84 IBM Enterprise Workload Manager
Service class
A service class is a central concept to EWLM and represents a group of work that has similar
performance goals or business requirements. You must define a specific goal as well as an
importance factor. A service class contains only one goal and one importance factor. The
supported performance goals are the following:
? Percentile Response Time: What percentile of work requests should complete in a
specified amount of time. The specified value is given as a percentage. The time value
can be in hours, minutes, seconds, and microseconds.
? Average Response Time: The average amount of time in which work in the service class
should complete. It is specified in hours, minutes, seconds, or microseconds.

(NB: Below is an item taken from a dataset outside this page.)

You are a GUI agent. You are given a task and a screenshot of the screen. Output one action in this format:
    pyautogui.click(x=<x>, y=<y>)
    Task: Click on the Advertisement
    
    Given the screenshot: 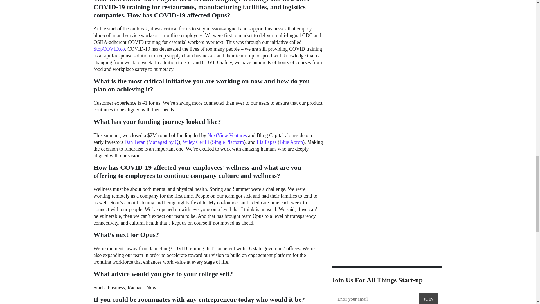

? Velocity: Defines how fast work should run relative to other work requests when ready,
without being delayed for CPU, storage, and I/O. Velocity goals are intended for work for
which response time goals are not appropriate. In particular, this is the case for all kinds of
processes which are not instrumented, such as server processes, daemons, or long
running batch-like work. The following are some velocity type values:
–Fastest
–Fast
– Moderate
–Slow
–Slowest
? Discretionary: Low priority work for which you do not have any particular performance goal
or importance. EWLM processes discretionary work using resources not required to meet
the goals of other service classes. It is used for workloads whose completion time is
unimportant.
In addition, you must also specify how important it is to your business that the assigned goal
is met through the
Importance factor. Importance plays a role only when a service class is not
achieving its goal. For instance, resources may be taken away from a less important service
Tip: While it should not be a performance issue, we recommend that you limit the number
of service classes to reflect real differences in performance objectives. This will be good
positioning for later, when EWLM introduces the management functions. It is hard to be
precise at this point in time, but we suggest that a good rule of thumb is to limit your service
classes to around 30 for ARM transactional work. If you have hundreds of service classes
in mind, you might be trying to micro-manage the environment.

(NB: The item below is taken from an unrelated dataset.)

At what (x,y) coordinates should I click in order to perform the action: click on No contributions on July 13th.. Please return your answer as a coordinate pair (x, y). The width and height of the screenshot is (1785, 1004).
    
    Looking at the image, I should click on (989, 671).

The number of transaction and process classes should be limited to what is meaningful
and manageable from a reporting perspective. The number of service classes should be
limited to the classes of work that have distinguishably different performance objectives. If
considering usage of more than 100 transaction, process, or service classes, start
monitoring memory and processor usage on the domain manager as the configuration
approaches 100 managed servers.
Regarding transaction classes, what it important from a performance point of view is the
number of transaction classes active on each server. If there are lots of transaction classes
in the policy, but only a few are active on each server, there should not be much of a
performance impact. On the other hand, if there are lots of transaction classes with every
transaction class active on every server there might be a performance impact.
Start with simple policy and grow as required.